Tay Sway by the Numbers

DOES A POP STAR’S LEXICON WAX OR WANE WITH FAME?

What happens when you juxtapose the lyrics of Taylor’s self-titled debut album from 2006 with those from her album “1989”, the chart topping, million-copies-in-a-week latest album?

This is an extremely (valiant attempt at an) academic exploration of Taylor Swift’s first and latest albums.

A Quick Overview: The lyrics were pulled from the AZ Lyrics. The raw text files were cleaned using the free text editor TextWrangler for Mac. All punctuation, extra spacing, and special characters were removed. As a basic entry point to NLP, I have employed Voyant-Tools.org, the web-based reading and analysis environment for digital texts, to give some numeric values to pieces of the text. Best of all, it’s all compiled on it’s very own Commons site.

I analyze, visualize, explore, document, and set free the Tay Sway Corpus here:

https://taysway.commons.gc.cuny.edu/

All the data has been made live so you too can play with Taylor Swift lyrics in an academic setting.Taylor Swift Speak Now - Pittsburgh

6 thoughts on “Tay Sway by the Numbers

  1. Sarah Cohn

    Thanks for the links to the voyant-tools analysis. I was interested in the word frequency. On the s/t album the most frequent words (excluding the, and, a) are: you, I, me, my. On 1989 they are: I, you, we, love. Me is down the list, after shake. So, both are very autobiographical, but the direction is a little different, a little more outward-facing or expansive. A sign of a more mature Taylor? I haven’t listened to either album, but I like that I can examine the content without having to do so.

  2. Chris Vitale Post author

    @scohn One of the most interesting things I played with on my own (but didn’t visualize here, yet?) was what I like to call the narcissism trends. How often and where on each album is Swift speaking in the first person. Then I looked at the use of “you”, “youre” and “your.” The albums had significant spikes and drops, but in the end they were similar.

    I was really hoping that the data would show that one of the two albums was drastically different in some way, but as of yet, I haven’t been able to show that. She is incredibly consistent, even with a drastically different sound/production team/production value.

    I think I am going to map out all 6 albums to see how the consistency stacks up. There is an enormous amount of data to play with in these two albums, so I assume pushing the lyrics from the other 4 through voyant or other tools will only yield more interesting things.

    Perhaps this is the first step in an ongoing TaySway adventure.

  3. Mary Catherine Kinniburgh

    Christopher,

    You’ve made an absolutely gorgeous website, and I’ve already recommended to a friend of mine who’s a superfan–she approves of your subject choice!

    What you term the “narcissism trends,” though, could be looked at in another way. Riffing on medieval mystic texts, many of which used the first person “I,” the first person can be a recruitment device for audience or reader participation in the experience of the text. Sarah McNamer’s book on affective compassion describes the use of “I” as an “affective script,” built to involve readers emotionally.

    It seems that between Taylor Swift’s intense popularity, pop music’s general inhabitability of the first person “I” as universal,” that the use of “I” is not to demonstrate self-involvement, but to create modern affective scripts in pop music to make her music easy for listeners to relate to. Perhaps, then, considering the “you” as a shift to directly address the audience, and therefore breaking the inhabitable “I” (are we the “you” or “I” when listening? actually kind of a complicated question!), might be a further place to use your statistical research.

    Super interesting project, and so beautiful. And thank you so much for sharing!

  4. sydnee wagner

    I know we saw your presentation in class but I didn’t get to tell you how great the actual website looks. I also think Mary Catherine’s comment on medieval mystics is really great, but I might be biased towards early literature 😉
    It’s a great project in terms of actual construction. Thanks for sharing!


• [WHAT THE EXERCISE ASKS]
Below is a listing to copy exactly; no image goes into the copy.

━━ INPUT DATA ━━

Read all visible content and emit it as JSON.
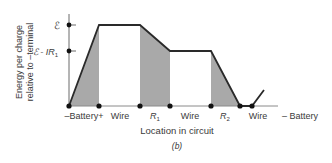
{
  "diagram": {
    "y_axis_label_line1": "Energy per charge",
    "y_axis_label_line2": "relative to –terminal",
    "y_ticks": {
      "emf": "ℰ",
      "emf_minus_ir_base": "ℰ - IR",
      "emf_minus_ir_sub": "1"
    },
    "x_labels": {
      "battery_pos": "–Battery+",
      "wire1": "Wire",
      "r1_base": "R",
      "r1_sub": "1",
      "wire2": "Wire",
      "r2_base": "R",
      "r2_sub": "2",
      "wire3": "Wire",
      "battery_neg": "– Battery"
    },
    "x_axis_title": "Location in circuit",
    "caption": "(b)",
    "colors": {
      "line": "#2a2a2a",
      "shade": "#a9a9a9",
      "axis": "#6a6a6a",
      "dot": "#111111"
    }
  }
}
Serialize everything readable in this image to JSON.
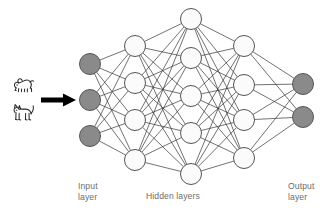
{
  "diagram": {
    "background_color": "#ffffff",
    "edge_color": "#3a3a3a",
    "node_outline_color": "#555555",
    "hidden_node_fill": "#fbfbfb",
    "io_node_fill": "#8a8a8a",
    "arrow_color": "#000000",
    "label_color": "#6d6d6d"
  },
  "labels": {
    "input_line1": "Input",
    "input_line2": "layer",
    "hidden": "Hidden layers",
    "output_line1": "Output",
    "output_line2": "layer"
  },
  "icons": {
    "dog": "dog-icon",
    "cat": "cat-icon",
    "arrow": "right-arrow-icon"
  },
  "network": {
    "layer_names": [
      "Input layer",
      "Hidden layer 1",
      "Hidden layer 2",
      "Hidden layer 3",
      "Output layer"
    ],
    "node_counts": [
      3,
      4,
      5,
      4,
      2
    ],
    "node_radius": 10.5,
    "fully_connected": true,
    "layers": [
      {
        "name": "input",
        "kind": "input",
        "fill": "#8a8a8a",
        "x": 90,
        "nodes": [
          {
            "id": "i1",
            "cx": 90,
            "cy": 64
          },
          {
            "id": "i2",
            "cx": 90,
            "cy": 100
          },
          {
            "id": "i3",
            "cx": 90,
            "cy": 136
          }
        ]
      },
      {
        "name": "hidden1",
        "kind": "hidden",
        "fill": "#fbfbfb",
        "x": 135,
        "nodes": [
          {
            "id": "h1a",
            "cx": 135,
            "cy": 46
          },
          {
            "id": "h1b",
            "cx": 135,
            "cy": 83
          },
          {
            "id": "h1c",
            "cx": 135,
            "cy": 120
          },
          {
            "id": "h1d",
            "cx": 135,
            "cy": 160
          }
        ]
      },
      {
        "name": "hidden2",
        "kind": "hidden",
        "fill": "#fbfbfb",
        "x": 191,
        "nodes": [
          {
            "id": "h2a",
            "cx": 191,
            "cy": 19
          },
          {
            "id": "h2b",
            "cx": 191,
            "cy": 58
          },
          {
            "id": "h2c",
            "cx": 191,
            "cy": 96
          },
          {
            "id": "h2d",
            "cx": 191,
            "cy": 133
          },
          {
            "id": "h2e",
            "cx": 191,
            "cy": 174
          }
        ]
      },
      {
        "name": "hidden3",
        "kind": "hidden",
        "fill": "#fbfbfb",
        "x": 244,
        "nodes": [
          {
            "id": "h3a",
            "cx": 244,
            "cy": 46
          },
          {
            "id": "h3b",
            "cx": 244,
            "cy": 85
          },
          {
            "id": "h3c",
            "cx": 244,
            "cy": 120
          },
          {
            "id": "h3d",
            "cx": 244,
            "cy": 158
          }
        ]
      },
      {
        "name": "output",
        "kind": "output",
        "fill": "#8a8a8a",
        "x": 303,
        "nodes": [
          {
            "id": "o1",
            "cx": 303,
            "cy": 84
          },
          {
            "id": "o2",
            "cx": 303,
            "cy": 117
          }
        ]
      }
    ]
  }
}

━━━

• [ANSWER TO THIS PROBLEM]
Read all visible content and emit it as JSON.
{
  "diagram": {
    "y_axis_label_line1": "Energy per charge",
    "y_axis_label_line2": "relative to –terminal",
    "y_ticks": {
      "emf": "ℰ",
      "emf_minus_ir_base": "ℰ - IR",
      "emf_minus_ir_sub": "1"
    },
    "x_labels": {
      "battery_pos": "–Battery+",
      "wire1": "Wire",
      "r1_base": "R",
      "r1_sub": "1",
      "wire2": "Wire",
      "r2_base": "R",
      "r2_sub": "2",
      "wire3": "Wire",
      "battery_neg": "– Battery"
    },
    "x_axis_title": "Location in circuit",
    "caption": "(b)",
    "colors": {
      "line": "#2a2a2a",
      "shade": "#a9a9a9",
      "axis": "#6a6a6a",
      "dot": "#111111"
    }
  }
}
Serialize everything readable in this image to JSON.
{
  "diagram": {
    "background_color": "#ffffff",
    "edge_color": "#3a3a3a",
    "node_outline_color": "#555555",
    "hidden_node_fill": "#fbfbfb",
    "io_node_fill": "#8a8a8a",
    "arrow_color": "#000000",
    "label_color": "#6d6d6d"
  },
  "labels": {
    "input_line1": "Input",
    "input_line2": "layer",
    "hidden": "Hidden layers",
    "output_line1": "Output",
    "output_line2": "layer"
  },
  "icons": {
    "dog": "dog-icon",
    "cat": "cat-icon",
    "arrow": "right-arrow-icon"
  },
  "network": {
    "layer_names": [
      "Input layer",
      "Hidden layer 1",
      "Hidden layer 2",
      "Hidden layer 3",
      "Output layer"
    ],
    "node_counts": [
      3,
      4,
      5,
      4,
      2
    ],
    "node_radius": 10.5,
    "fully_connected": true,
    "layers": [
      {
        "name": "input",
        "kind": "input",
        "fill": "#8a8a8a",
        "x": 90,
        "nodes": [
          {
            "id": "i1",
            "cx": 90,
            "cy": 64
          },
          {
            "id": "i2",
            "cx": 90,
            "cy": 100
          },
          {
            "id": "i3",
            "cx": 90,
            "cy": 136
          }
        ]
      },
      {
        "name": "hidden1",
        "kind": "hidden",
        "fill": "#fbfbfb",
        "x": 135,
        "nodes": [
          {
            "id": "h1a",
            "cx": 135,
            "cy": 46
          },
          {
            "id": "h1b",
            "cx": 135,
            "cy": 83
          },
          {
            "id": "h1c",
            "cx": 135,
            "cy": 120
          },
          {
            "id": "h1d",
            "cx": 135,
            "cy": 160
          }
        ]
      },
      {
        "name": "hidden2",
        "kind": "hidden",
        "fill": "#fbfbfb",
        "x": 191,
        "nodes": [
          {
            "id": "h2a",
            "cx": 191,
            "cy": 19
          },
          {
            "id": "h2b",
            "cx": 191,
            "cy": 58
          },
          {
            "id": "h2c",
            "cx": 191,
            "cy": 96
          },
          {
            "id": "h2d",
            "cx": 191,
            "cy": 133
          },
          {
            "id": "h2e",
            "cx": 191,
            "cy": 174
          }
        ]
      },
      {
        "name": "hidden3",
        "kind": "hidden",
        "fill": "#fbfbfb",
        "x": 244,
        "nodes": [
          {
            "id": "h3a",
            "cx": 244,
            "cy": 46
          },
          {
            "id": "h3b",
            "cx": 244,
            "cy": 85
          },
          {
            "id": "h3c",
            "cx": 244,
            "cy": 120
          },
          {
            "id": "h3d",
            "cx": 244,
            "cy": 158
          }
        ]
      },
      {
        "name": "output",
        "kind": "output",
        "fill": "#8a8a8a",
        "x": 303,
        "nodes": [
          {
            "id": "o1",
            "cx": 303,
            "cy": 84
          },
          {
            "id": "o2",
            "cx": 303,
            "cy": 117
          }
        ]
      }
    ]
  }
}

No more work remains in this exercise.